Summary
In Dunkel v. Homindustries, Inc. (275 N.Y. 327), the testator gave parts of his estate to his wife and children, provided that if any of the children died without having disposed of the share and not leaving lawful issue, the said share went to the survivors, and further provided that if any of the children died leaving lawful issue, such issue shall take the place and stand in the stead of such of his children so dying.
Summary of this case from Matter of GoetzOpinion
Argued May 26, 1937
Decided July 13, 1937
Appeal from the Supreme Court, Appellate Division, Fourth Department.
Arthur L. Meyham for appellants.
Edward I. Cristy and Raymond Bentley for respondents.
The plaintiffs in June, 1935, entered into a contract with the defendant Homindustries, Inc., whereby they agreed to purchase a lot of land with a house to be erected thereon in accordance with plans and specifications approved by the purchasers at the time of the execution of the contract. The plaintiffs paid $2,000 on account of the purchase price at the time of the execution of the contract and $3,000 thereafter. The seller constructed the house and in January, 1936, notified the plaintiffs that the house was ready for occupancy and demanded that the plaintiff accept a deed for the premises and pay the unpaid balance of the purchase price.
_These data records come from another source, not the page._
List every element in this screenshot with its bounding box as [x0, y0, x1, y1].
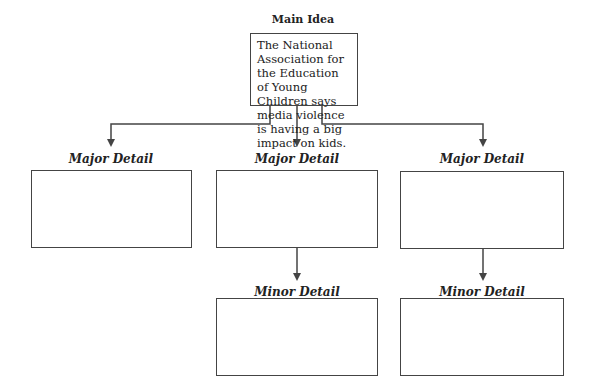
major-detail-label-3: Major Detail: [400, 152, 564, 166]
main-idea-title: Main Idea: [250, 13, 356, 26]
minor-detail-label-2: Minor Detail: [400, 285, 564, 299]
main-idea-text: The National Association for the Educati…: [257, 38, 346, 150]
major-detail-box-2[interactable]: [216, 170, 378, 248]
minor-detail-box-1[interactable]: [216, 298, 378, 376]
major-detail-box-3[interactable]: [400, 171, 564, 249]
minor-detail-box-2[interactable]: [400, 298, 564, 376]
major-detail-label-1: Major Detail: [31, 152, 191, 166]
minor-detail-label-1: Minor Detail: [216, 285, 378, 299]
major-detail-label-2: Major Detail: [216, 152, 378, 166]
main-idea-box: The National Association for the Educati…: [250, 33, 358, 106]
major-detail-box-1[interactable]: [31, 170, 192, 248]
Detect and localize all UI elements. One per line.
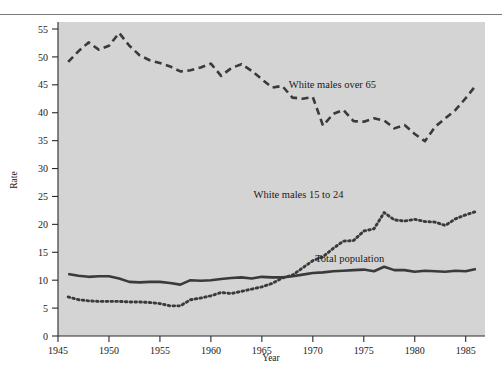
y-tick-label: 40 — [38, 107, 48, 118]
x-tick-label: 1980 — [405, 345, 425, 356]
series-label-white-males-over-65: White males over 65 — [289, 79, 376, 90]
x-tick-label: 1960 — [201, 345, 221, 356]
y-tick-label: 25 — [38, 191, 48, 202]
x-tick-label: 1975 — [354, 345, 374, 356]
y-tick-label: 0 — [43, 331, 48, 342]
figure-container: 0510152025303540455055 19451950195519601… — [0, 0, 502, 377]
y-tick-label: 10 — [38, 275, 48, 286]
y-tick-label: 35 — [38, 135, 48, 146]
x-tick-label: 1955 — [150, 345, 170, 356]
x-tick-label: 1950 — [99, 345, 119, 356]
series-label-white-males-15-to-24: White males 15 to 24 — [254, 189, 345, 200]
y-axis-ticks: 0510152025303540455055 — [38, 24, 58, 342]
y-tick-label: 5 — [43, 303, 48, 314]
line-chart: 0510152025303540455055 19451950195519601… — [0, 0, 502, 377]
series-label-total-population: Total population — [315, 253, 385, 264]
x-tick-label: 1985 — [456, 345, 476, 356]
y-tick-label: 30 — [38, 163, 48, 174]
y-axis-title: Rate — [9, 171, 19, 188]
y-tick-label: 55 — [38, 24, 48, 35]
y-tick-label: 45 — [38, 79, 48, 90]
x-tick-label: 1945 — [48, 345, 68, 356]
y-tick-label: 20 — [38, 219, 48, 230]
y-tick-label: 50 — [38, 52, 48, 63]
y-tick-label: 15 — [38, 247, 48, 258]
x-tick-label: 1970 — [303, 345, 323, 356]
plot-area-background — [58, 22, 485, 336]
x-axis-title: Year — [262, 353, 280, 363]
The plaintiffs have refused to accept a deed on the ground that the title of the seller to the premises is not marketable. Then the plaintiffs began this action, asking that it be adjudged that the plaintiffs have a "lien upon said premises, or the defendants' interest therein" for the sums paid upon the contract and for the expenses incurred in searching the title.
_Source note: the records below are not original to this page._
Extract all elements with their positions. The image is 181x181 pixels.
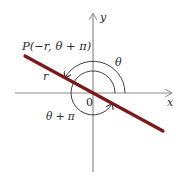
point-label: P(−r, θ + π) bbox=[21, 39, 91, 53]
y-axis-label: y bbox=[99, 11, 107, 24]
x-axis-label: x bbox=[167, 96, 174, 109]
r-label: r bbox=[43, 70, 49, 83]
theta-plus-pi-label: θ + π bbox=[46, 110, 76, 122]
origin-label: 0 bbox=[86, 96, 93, 109]
polar-diagram: P(−r, θ + π) r θ θ + π 0 x y bbox=[0, 0, 181, 181]
theta-label: θ bbox=[115, 56, 122, 69]
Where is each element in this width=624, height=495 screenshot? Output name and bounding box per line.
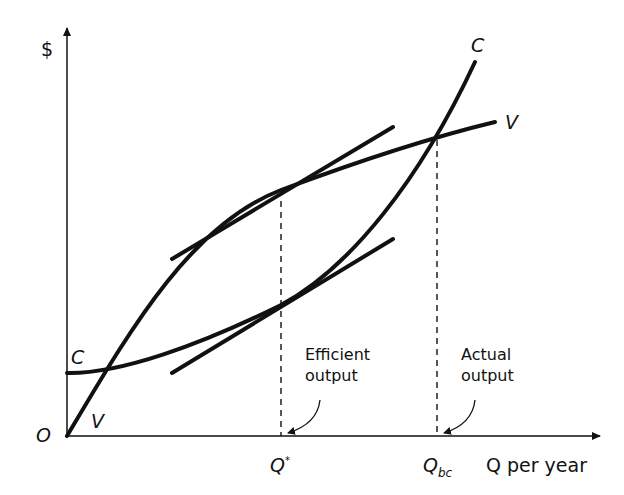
q-bc-subscript: bc: [438, 466, 452, 480]
cost-curve-label-top: C: [471, 36, 484, 55]
actual-annotation-line2: output: [461, 366, 514, 385]
actual-output-arrow: [444, 400, 475, 433]
q-star-superscript: *: [285, 455, 290, 466]
value-curve-label-right: V: [505, 113, 518, 132]
q-star-base: Q: [270, 454, 285, 476]
value-curve-label-left: V: [91, 412, 104, 431]
actual-annotation-line1: Actual: [461, 345, 511, 364]
q-bc-tick-label: Qbc: [423, 456, 452, 475]
q-bc-base: Q: [423, 454, 438, 476]
efficient-output-annotation: Efficient output: [305, 344, 370, 386]
x-axis-label: Q per year: [486, 456, 587, 475]
efficient-output-arrow: [288, 400, 320, 433]
efficient-annotation-line2: output: [305, 366, 358, 385]
origin-label: O: [36, 426, 51, 445]
q-star-tick-label: Q*: [270, 456, 290, 475]
y-axis-label: $: [41, 40, 53, 59]
efficient-annotation-line1: Efficient: [305, 345, 370, 364]
cost-curve: [67, 62, 475, 373]
cost-curve-label-left: C: [71, 348, 84, 367]
actual-output-annotation: Actual output: [461, 344, 514, 386]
The real property which Homindustries, Inc., agreed to sell is a lot in what is known as the "McFarlan Farm Subdivision." The McFarlan farm was mortgaged in 1911 by its owner, Alexander McFarlan and his wife Jemima, to East Side Savings Bank of Rochester. In 1934 East Side Savings Bank commenced an action to foreclose its mortgage. Alexander McFarlan had died in 1919, leaving a last will and testament. His wife Jemima died in 1928. The children, who were named as legatees and devisees in the will of Alexander McFarlan, were made parties to the foreclosure action. The title of the defendant Homindustries, Inc., is derived from the referee's deed upon the sale made under the judgment of foreclosure and sale in that action. It subdivided the land it purchased into lots and is engaged in the business of selling the lots with houses erected thereon. The plaintiffs' rejection of the deed of the lot which the defendant agreed to sell to them is based upon two alleged defects in the defendant's title. They claim, first, that under the will of Alexander McFarlan the issue of his children received a contingent expectant interest in his estate and were necessary parties to the foreclosure proceedings; and, second, that the defendant Homindustries, Inc., had granted certain easements for sewer and water pipes, which constitute incumbrances upon the lot it agreed to sell, and which do not fall within the scope of a reservation of a right to grant "necessary easements," which is contained in the contract of sale.
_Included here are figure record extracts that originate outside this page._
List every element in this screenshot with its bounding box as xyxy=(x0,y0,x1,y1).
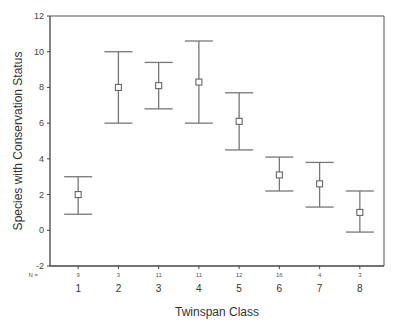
category-label: 2 xyxy=(116,283,122,294)
n-count-label: 11 xyxy=(196,272,203,278)
y-tick-label: 2 xyxy=(39,190,44,200)
error-bar xyxy=(64,177,92,215)
x-axis-title: Twinspan Class xyxy=(175,305,259,319)
y-tick-label: 8 xyxy=(39,82,44,92)
mean-marker-square-icon xyxy=(196,79,202,85)
n-count-label: 16 xyxy=(276,272,283,278)
n-count-label: 4 xyxy=(318,272,322,278)
mean-marker-square-icon xyxy=(276,172,282,178)
n-count-label: 11 xyxy=(156,272,163,278)
mean-marker-square-icon xyxy=(236,118,242,124)
y-tick-label: -2 xyxy=(36,261,44,271)
y-ticks: -2024681012 xyxy=(34,11,50,271)
category-label: 1 xyxy=(75,283,81,294)
mean-marker-square-icon xyxy=(156,83,162,89)
y-axis-title: Species with Conservation Status xyxy=(11,52,25,231)
error-bars xyxy=(64,41,374,232)
error-bar xyxy=(306,162,334,207)
category-label: 7 xyxy=(317,283,323,294)
y-tick-label: 4 xyxy=(39,154,44,164)
mean-marker-square-icon xyxy=(357,209,363,215)
x-ticks: 91321131141251664738 xyxy=(75,266,363,294)
n-count-label: 9 xyxy=(76,272,80,278)
category-label: 3 xyxy=(156,283,162,294)
n-prefix-label: N = xyxy=(28,272,38,278)
plot-frame xyxy=(50,16,384,266)
mean-marker-square-icon xyxy=(317,181,323,187)
error-bar xyxy=(346,191,374,232)
mean-marker-square-icon xyxy=(75,192,81,198)
mean-marker-square-icon xyxy=(115,84,121,90)
error-bar xyxy=(265,157,293,191)
n-count-label: 3 xyxy=(358,272,362,278)
category-label: 5 xyxy=(236,283,242,294)
error-bar xyxy=(104,52,132,123)
y-tick-label: 0 xyxy=(39,225,44,235)
y-tick-label: 12 xyxy=(34,11,44,21)
y-tick-label: 6 xyxy=(39,118,44,128)
error-bar-chart: -2024681012 91321131141251664738 N = Twi… xyxy=(0,0,394,331)
error-bar xyxy=(225,93,253,150)
error-bar xyxy=(145,62,173,108)
category-label: 6 xyxy=(277,283,283,294)
n-count-label: 3 xyxy=(117,272,121,278)
n-count-label: 12 xyxy=(236,272,243,278)
category-label: 8 xyxy=(357,283,363,294)
y-tick-label: 10 xyxy=(34,47,44,57)
category-label: 4 xyxy=(196,283,202,294)
error-bar xyxy=(185,41,213,123)
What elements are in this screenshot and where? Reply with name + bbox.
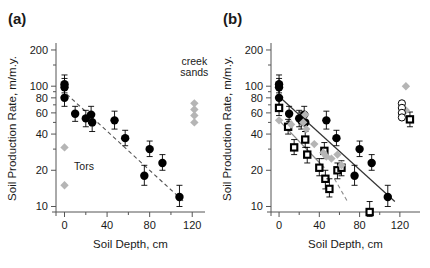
- y-tick-label: 80: [251, 92, 263, 104]
- marker-diamond: [402, 82, 410, 90]
- marker-filled-circle: [355, 145, 363, 153]
- marker-filled-circle: [285, 110, 293, 118]
- marker-filled-circle: [175, 193, 183, 201]
- marker-filled-circle: [332, 134, 340, 142]
- marker-filled-circle: [158, 159, 166, 167]
- lower-dashed-segment: [334, 179, 347, 202]
- panel_a-svg: (a)102040608010020004080120Soil Depth, c…: [0, 0, 215, 268]
- y-axis-title: Soil Production Rate, m/m.y.: [6, 56, 18, 201]
- marker-square-dot: [325, 185, 333, 193]
- panel-a: (a)102040608010020004080120Soil Depth, c…: [0, 0, 215, 268]
- marker-filled-circle: [88, 118, 96, 126]
- y-tick-label: 60: [36, 107, 48, 119]
- marker-filled-circle: [60, 94, 68, 102]
- marker-square-dot: [365, 208, 373, 216]
- marker-diamond: [190, 118, 198, 126]
- y-tick-label: 10: [36, 200, 48, 212]
- y-tick-label: 60: [251, 107, 263, 119]
- y-tick-label: 100: [245, 80, 263, 92]
- marker-diamond: [310, 140, 318, 148]
- series-1: [60, 143, 68, 189]
- panel-b: (b)102040608010020004080120Soil Depth, c…: [215, 0, 430, 268]
- y-tick-label: 20: [36, 164, 48, 176]
- x-tick-label: 120: [391, 219, 409, 231]
- y-tick-label: 40: [36, 128, 48, 140]
- series-2: [275, 82, 410, 170]
- series-0: [60, 75, 183, 207]
- y-tick-label: 200: [245, 44, 263, 56]
- marker-filled-circle: [350, 172, 358, 180]
- marker-filled-circle: [121, 134, 129, 142]
- marker-filled-circle: [367, 159, 375, 167]
- figure-container: (a)102040608010020004080120Soil Depth, c…: [0, 0, 430, 268]
- panel_b-svg: (b)102040608010020004080120Soil Depth, c…: [215, 0, 430, 268]
- marker-filled-circle: [384, 193, 392, 201]
- x-axis-title: Soil Depth, cm: [308, 238, 383, 250]
- x-tick-label: 40: [101, 219, 113, 231]
- y-axis-title: Soil Production Rate, m/m.y.: [221, 56, 233, 201]
- x-tick-label: 80: [353, 219, 365, 231]
- x-tick-label: 0: [61, 219, 67, 231]
- marker-square-dot: [406, 115, 414, 123]
- marker-filled-circle: [110, 116, 118, 124]
- y-tick-label: 80: [36, 92, 48, 104]
- y-tick-label: 20: [251, 164, 263, 176]
- x-tick-label: 120: [183, 219, 201, 231]
- marker-square-dot: [301, 135, 309, 143]
- marker-square-dot: [290, 143, 298, 151]
- marker-open-circle: [398, 114, 405, 121]
- marker-diamond: [60, 181, 68, 189]
- y-tick-label: 100: [30, 80, 48, 92]
- series-3: [398, 100, 405, 121]
- x-tick-label: 80: [144, 219, 156, 231]
- x-tick-label: 40: [313, 219, 325, 231]
- x-tick-label: 0: [276, 219, 282, 231]
- creek-sands-label-2: sands: [180, 66, 208, 78]
- marker-diamond: [60, 143, 68, 151]
- panel-tag: (b): [223, 10, 242, 27]
- x-axis-title: Soil Depth, cm: [93, 238, 168, 250]
- marker-filled-circle: [87, 110, 95, 118]
- marker-filled-circle: [322, 116, 330, 124]
- y-tick-label: 200: [30, 44, 48, 56]
- marker-square-dot: [275, 104, 283, 112]
- marker-filled-circle: [140, 172, 148, 180]
- tors-label: Tors: [74, 160, 94, 172]
- marker-filled-circle: [71, 110, 79, 118]
- panel-tag: (a): [8, 10, 26, 27]
- series-2: [190, 99, 198, 126]
- marker-filled-circle: [145, 145, 153, 153]
- marker-square-dot: [315, 164, 323, 172]
- y-tick-label: 10: [251, 200, 263, 212]
- y-tick-label: 40: [251, 128, 263, 140]
- marker-square-dot: [303, 150, 311, 158]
After the defendant interposed an answer the plaintiffs moved for summary judgment. The justice at Special Term denied the motion. He held that under the will of Alexander McFarlan the issue of his children received no interest and were not necessary parties to the foreclosure proceedings and that the question of whether the easements granted for sewer and water pipes are "necessary easements" within the meaning of the contract, is one of fact. The Appellate Division affirmed the order denying the motion for summary judgment, stating that "in affirming this judgment we are not called upon to determine what the construction of this will should be further than to say that we find questions of fact under both claims, that respecting the easements and that respecting the construction of the will." Thereafter the parties stipulated that the allegations contained in specified paragraphs of the complaint are true and that neither of the parties has "any evidence to offer of any further facts bearing upon the question whether the issue of the children of Alexander A. McFarlan in being at the time of the commencement of said foreclosure action by East Side Savings Bank of Rochester were necessary parties to said action." Both parties asked that a reargument of the appeal be granted and that the court should decide "upon the facts as hereinbefore stipulated, whether or not the defendant's title to the premises directed to be sold to the plaintiffs is unmarketable because of the omission of such issue of the children of Alexander A. McFarlan, deceased, as parties to said foreclosure action; and in case this Court shall decide, upon the facts as so stipulated, that such title is unmarketable because of such omission, then that said order be reversed and the plaintiffs' motion be granted; and in case this Court shall decide, upon the facts as so stipulated, that said title is not unmarketable because of such omission, then that said order be affirmed."
The motion for a reargument was granted. The question presented required a construction of the will of Alexander A. McFarlan, the mortgagor. The issue of the children of the testator were necessary parties to the foreclosure action if under his will they received an interest or future estate in the testator's real property, or at least an interest or estate which could not be divested by a decree against their ancestors.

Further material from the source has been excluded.